Cache uid_order alongside the graph. Use _execute_with_ptrs instead of dict-based execute:

if cache_key not in _cache:
    graph, ws_size = _build_graph(...)
    uid_order = graph._get_variant_pack_uids_sorted()
    _cache[cache_key] = (graph, ws_size, uid_order)

graph, ws_size, uid_order = _cache[cache_key]

# Allocate workspace per-call (PyTorch's caching allocator recycles efficiently)
workspace = torch.empty(max(ws_size, 1), device=x.device, dtype=torch.uint8)

# Build uid→tensor map, extract sorted ptrs
uid_to_tensor = {X.get_uid(): x, W.get_uid(): w, Y.get_uid(): y_out}
ptrs = [uid_to_tensor[uid].data_ptr() for uid in uid_order]
graph._execute_with_ptrs(ptrs, workspace.data_ptr(), int(handle))

Do NOT cache workspace tensors — they can race on different CUDA streams. Allocate per-call; PyTorch’s caching allocator recycles the allocation without hitting cudaMalloc (~2 us overhead). This matches PyTorch’s own conv/SDPA pattern.

UID management#

Use an IntEnum for explicit UIDs — makes the code self-documenting and cache keys stable:

from enum import IntEnum

class _UIDs(IntEnum):
    X = 1
    W = 2
    BIAS = 3
    Y = 100
    # ...

Set UIDs explicitly when building the graph:

X = graph.tensor(dim=..., stride=..., data_type=..., uid=int(_UIDs.X))

Or use tensor_like which auto-assigns UIDs in insertion order (1, 2, 3, …).

Handle management#

Cache one handle per device. Call set_stream once per call (costs ~5 us):

_handles = {}

def _get_handle(device):
    if device not in _handles:
        _handles[device] = cudnn.create_handle()
    cudnn.set_stream(handle=_handles[device], stream=torch.cuda.current_stream(device).cuda_stream)
    return _handles[device]

Future optimization: skip set_stream if stream hasn’t changed since last call.

Autograd pattern#

def _setup_context(ctx, inputs, output):
    x, w, eps, training, bias = inputs
    y, aux = output
    ctx.save_for_backward(x, w, y, aux)
    ctx.eps = eps
    # save non-tensor args as ctx attributes

def _backward(ctx, dY, d_aux):
    x, w, y, aux = ctx.saved_tensors
    dX, dW = torch.ops.cudnn.my_op_bwd(dY, x, w, y, aux, ctx.eps)
    return dX, dW, None, None, None  # None for non-differentiable args

torch.library.register_autograd("cudnn::my_op", _backward, setup_context=_setup_context)

Public API wrapper#

Provide a user-friendly function that matches PyTorch conventions:

def my_op(x, w, eps=1e-5, bias=None):
    """cuDNN-accelerated my_op. Matches torch.nn.functional.my_op API."""
    # input validation
    # ...
    y, _aux = torch.ops.cudnn.my_op(x, w, eps, bias=bias)
    return y

Performance checklist#

  • [ ] Use torch.Library.define/impl, not @torch.library.custom_op

  • [ ] Cache graph + uid_order + workspace in module-level dict

  • [ ] Use graph._execute_with_ptrs(sorted_ptrs) not graph.execute(dict)
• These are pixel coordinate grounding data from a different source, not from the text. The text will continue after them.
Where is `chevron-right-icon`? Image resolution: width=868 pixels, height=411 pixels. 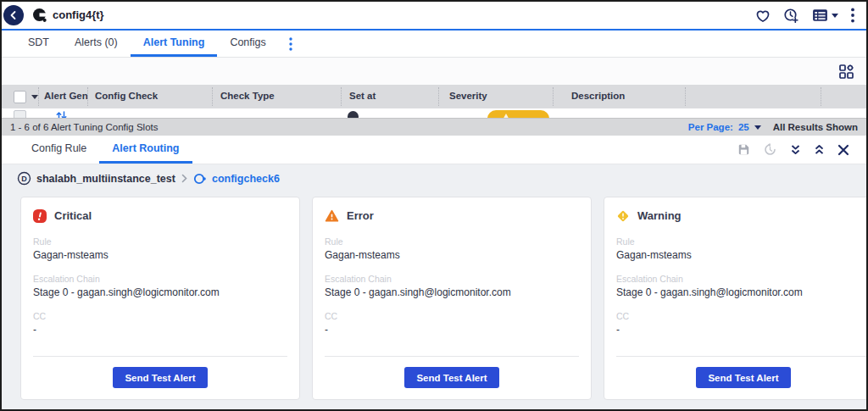
chevron-right-icon is located at coordinates (185, 178). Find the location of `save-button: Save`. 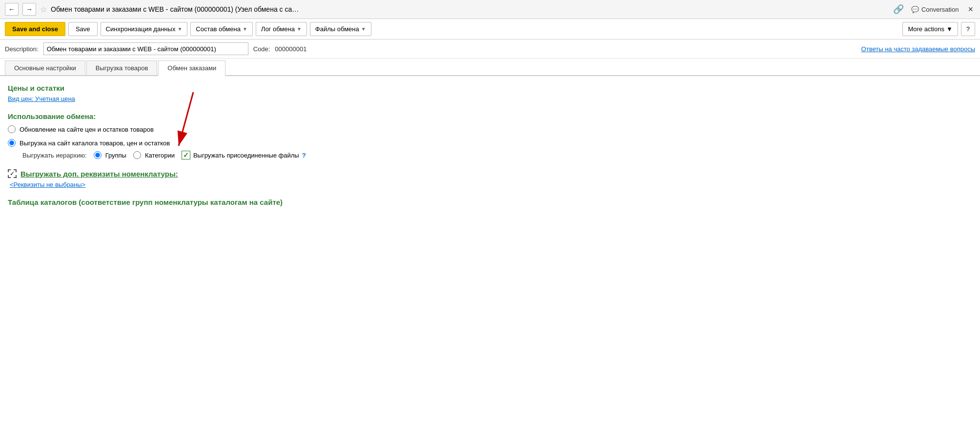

  • [ ] Use explicit UIDs (IntEnum) for stable cache keys

  • [ ] Cache cuDNN handle per device

  • [ ] Allocate workspace per-call (do NOT cache — stream safety)
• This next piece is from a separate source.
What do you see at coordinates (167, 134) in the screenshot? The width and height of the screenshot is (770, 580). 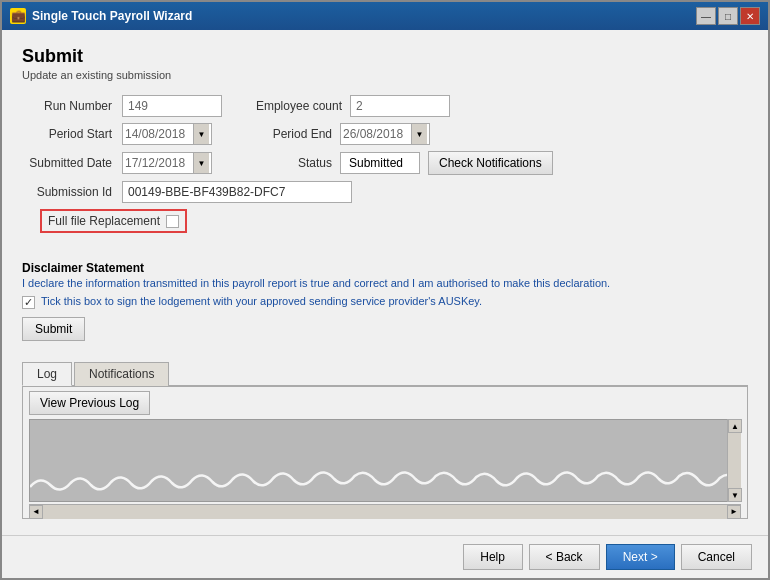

  • [ ] Consider out= param for output tensors in performance-critical paths

  • [ ] Include device in cache key

  • [ ] Test with tiny tensors to measure CPU overhead in isolation

CPU overhead budget (per call, Blackwell release build)#

Component

Cost (us)

Notes

torch.ops dispatch + autograd

~25

PyTorch-side, unavoidable with torch.Library

set_stream

~5

pybind11 cross-language call

torch.empty per output tensor

~2 each

consider out= or pre-alloc

cache key build + lookup

~1.5

tuple construction + dict hash

uid→tensor dict + list comp

~1

Python overhead

graph._execute_with_ptrs

~19

1.7 us FE + 0.8 us varpack + 5.6 us backend

Total (well-optimized)

~52

vs ~18 us for native ATen ops

The ~34 us gap vs native ATen is torch.ops dispatcher + autograd overhead. For inference without torch.compile, calling _my_op_impl directly saves ~25 us.